Linda Dunn: How not to handle an emergency

0
314
Linda Dunn

When I was a civilian employee with the Department of Defense, the most commonly heard phrase during meetings was, “Do more with less.” There comes a point in time, however, when every seam has been stretched to the bursting point and you just can’t stretch that fabric any further.

Equipment breaks beyond the ability to repair. Employees who have been overworked for far too long resign, retire, or (far too often) become ill and incapable of doing their own work and that of the last three people who quit. When there’s no budget for equipment replacement and a hiring freeze, the agency has no choice but to do less with less.

The least impactful tasks are dropped first, followed a short time later by anything that isn’t essential. In the end, the chaos looks much like the modern-day equivalent of a small handful of desperate peasants trying to hold the castle while Vikings breech the walls.

Doing more with less is a recipe for failure, and this is what we have now at the Centers For Disease Control and Prevention, where the budget has been trimmed repeatedly and about 700 jobs have gone unfilled.

If you think 700 is not a large number, please pause to consider what types of jobs are going unfilled. These are not factory workers who can be easily replaced, but highly skilled professionals. Worse, the executive order signed in January prevents lateral transfers so one simply cannot reassign Dr. X from position A to position B.

Thus, we have an ill-prepared CDC, whose budgets have already been sliced thin, facing a demand that is not just difficult to meet but impossible. Even if the hiring freeze would be lifted immediately and the budget raised significantly, new personnel will need time to come up to speed. They are going to be late in responding, and that means that we risk the same seemingly overnight surge in coronavirus cases that occurred recently in Italy.

Everyone who has ever chased after a mis-parked car knows it is much easier to stop a car rolling downhill within the first few feet rather than once it’s gained momentum down a steep hill. The time to respond to this threat is now, before it spreads. After all, it was “just the flu” in 1918 that infected about a third of the world’s population and killed an estimated 675,000 Americans.

To address this potential crisis, President Trump has put Vice President Pence in charge. This is the same former governor who applied his own version of moral judgment to a medical crisis in Scott County that demanded a quick and effective science-based response. We would be much better served if we had someone in charge of the caliber of former Indiana Gov. Otis Bowen. Unfortunately, our current Health and Human Services secretary lacks Bowen’s background in medicine. Instead, Alex Michael Azar II is a former attorney, politician, pharmaceutical lobbyist and drug company executive.

We, as a country, should have learned a lesson after Hurricane Katrina: It’s important to have a capable, knowledgeable person in charge of a well-equipped and properly prepared staff before an emergency develops.

Instead, we’re focused on ensuring employees’ “loyalty” to the party appointing them.
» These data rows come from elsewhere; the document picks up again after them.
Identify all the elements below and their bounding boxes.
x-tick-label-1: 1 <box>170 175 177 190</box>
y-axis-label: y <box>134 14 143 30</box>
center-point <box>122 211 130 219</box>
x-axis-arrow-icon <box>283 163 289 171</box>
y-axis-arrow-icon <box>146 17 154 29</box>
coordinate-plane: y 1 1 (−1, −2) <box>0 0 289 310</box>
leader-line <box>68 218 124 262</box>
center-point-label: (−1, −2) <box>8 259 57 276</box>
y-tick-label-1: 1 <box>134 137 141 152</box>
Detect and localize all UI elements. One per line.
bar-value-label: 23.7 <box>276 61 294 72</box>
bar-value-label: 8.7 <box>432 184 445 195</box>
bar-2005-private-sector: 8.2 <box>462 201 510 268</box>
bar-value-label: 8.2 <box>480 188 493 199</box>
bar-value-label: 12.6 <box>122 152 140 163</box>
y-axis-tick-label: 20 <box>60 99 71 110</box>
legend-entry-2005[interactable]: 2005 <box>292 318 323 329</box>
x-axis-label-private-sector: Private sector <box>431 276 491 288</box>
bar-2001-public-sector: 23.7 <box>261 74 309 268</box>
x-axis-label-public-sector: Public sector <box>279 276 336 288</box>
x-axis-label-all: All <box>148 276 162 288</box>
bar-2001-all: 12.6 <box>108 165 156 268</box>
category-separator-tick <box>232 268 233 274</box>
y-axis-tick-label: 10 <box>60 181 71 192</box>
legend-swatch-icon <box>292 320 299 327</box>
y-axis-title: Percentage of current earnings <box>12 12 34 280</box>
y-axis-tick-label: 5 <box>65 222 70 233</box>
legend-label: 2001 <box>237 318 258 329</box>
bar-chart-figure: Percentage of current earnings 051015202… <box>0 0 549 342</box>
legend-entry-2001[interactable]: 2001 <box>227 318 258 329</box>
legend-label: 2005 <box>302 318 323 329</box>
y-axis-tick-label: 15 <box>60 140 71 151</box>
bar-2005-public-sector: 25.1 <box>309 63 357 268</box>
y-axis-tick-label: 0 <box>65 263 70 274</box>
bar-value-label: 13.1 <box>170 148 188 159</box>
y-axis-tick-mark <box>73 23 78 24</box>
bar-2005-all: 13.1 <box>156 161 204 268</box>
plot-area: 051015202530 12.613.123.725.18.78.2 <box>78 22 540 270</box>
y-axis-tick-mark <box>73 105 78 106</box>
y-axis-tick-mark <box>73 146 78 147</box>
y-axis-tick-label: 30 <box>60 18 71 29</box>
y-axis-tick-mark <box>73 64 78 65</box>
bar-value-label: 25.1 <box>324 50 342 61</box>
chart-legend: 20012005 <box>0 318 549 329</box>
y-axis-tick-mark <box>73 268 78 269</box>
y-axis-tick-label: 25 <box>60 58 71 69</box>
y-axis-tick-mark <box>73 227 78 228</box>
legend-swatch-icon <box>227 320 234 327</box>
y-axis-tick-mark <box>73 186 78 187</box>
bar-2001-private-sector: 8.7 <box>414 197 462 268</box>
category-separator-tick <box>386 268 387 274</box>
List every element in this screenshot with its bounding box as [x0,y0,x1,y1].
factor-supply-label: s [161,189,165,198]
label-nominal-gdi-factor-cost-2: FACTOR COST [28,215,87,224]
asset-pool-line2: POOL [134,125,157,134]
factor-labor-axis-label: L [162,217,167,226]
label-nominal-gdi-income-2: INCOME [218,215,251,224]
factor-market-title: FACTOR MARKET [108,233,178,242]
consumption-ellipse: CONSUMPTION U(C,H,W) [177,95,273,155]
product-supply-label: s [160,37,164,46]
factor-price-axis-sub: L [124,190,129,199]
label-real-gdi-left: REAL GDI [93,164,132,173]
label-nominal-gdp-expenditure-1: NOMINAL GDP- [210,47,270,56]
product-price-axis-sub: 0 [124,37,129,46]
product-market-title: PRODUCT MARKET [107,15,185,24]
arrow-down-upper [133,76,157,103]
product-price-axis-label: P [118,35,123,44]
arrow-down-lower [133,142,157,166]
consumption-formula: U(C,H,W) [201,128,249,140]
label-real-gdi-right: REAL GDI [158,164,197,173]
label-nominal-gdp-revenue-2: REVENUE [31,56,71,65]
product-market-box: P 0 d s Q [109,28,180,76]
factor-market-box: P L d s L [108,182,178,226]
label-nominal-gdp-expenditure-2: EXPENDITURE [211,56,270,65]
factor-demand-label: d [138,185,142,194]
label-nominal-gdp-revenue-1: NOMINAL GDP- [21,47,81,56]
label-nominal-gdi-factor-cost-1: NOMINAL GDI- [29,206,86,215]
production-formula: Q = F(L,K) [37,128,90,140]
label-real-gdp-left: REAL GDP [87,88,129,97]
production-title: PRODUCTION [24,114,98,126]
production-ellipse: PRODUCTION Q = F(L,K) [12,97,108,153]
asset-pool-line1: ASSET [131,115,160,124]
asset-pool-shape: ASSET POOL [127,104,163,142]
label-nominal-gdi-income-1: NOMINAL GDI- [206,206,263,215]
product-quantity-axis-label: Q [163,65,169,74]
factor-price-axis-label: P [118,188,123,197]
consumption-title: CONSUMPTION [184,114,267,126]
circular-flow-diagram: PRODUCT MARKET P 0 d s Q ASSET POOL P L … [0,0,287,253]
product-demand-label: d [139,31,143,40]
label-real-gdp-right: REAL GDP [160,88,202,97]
Can’t we have both? And if we can’t, shouldn’t we put a greater emphasis upon a person’s knowledge, skills, and abilities over their perceived “loyalty”?

Our lives might literally depend upon this.

A lifelong resident of Hancock County, Linda Dunn is an author and retired Department of Defense employee.

A lifelong resident of Hancock County, Linda Dunn is an author and retired Department of Defense employee.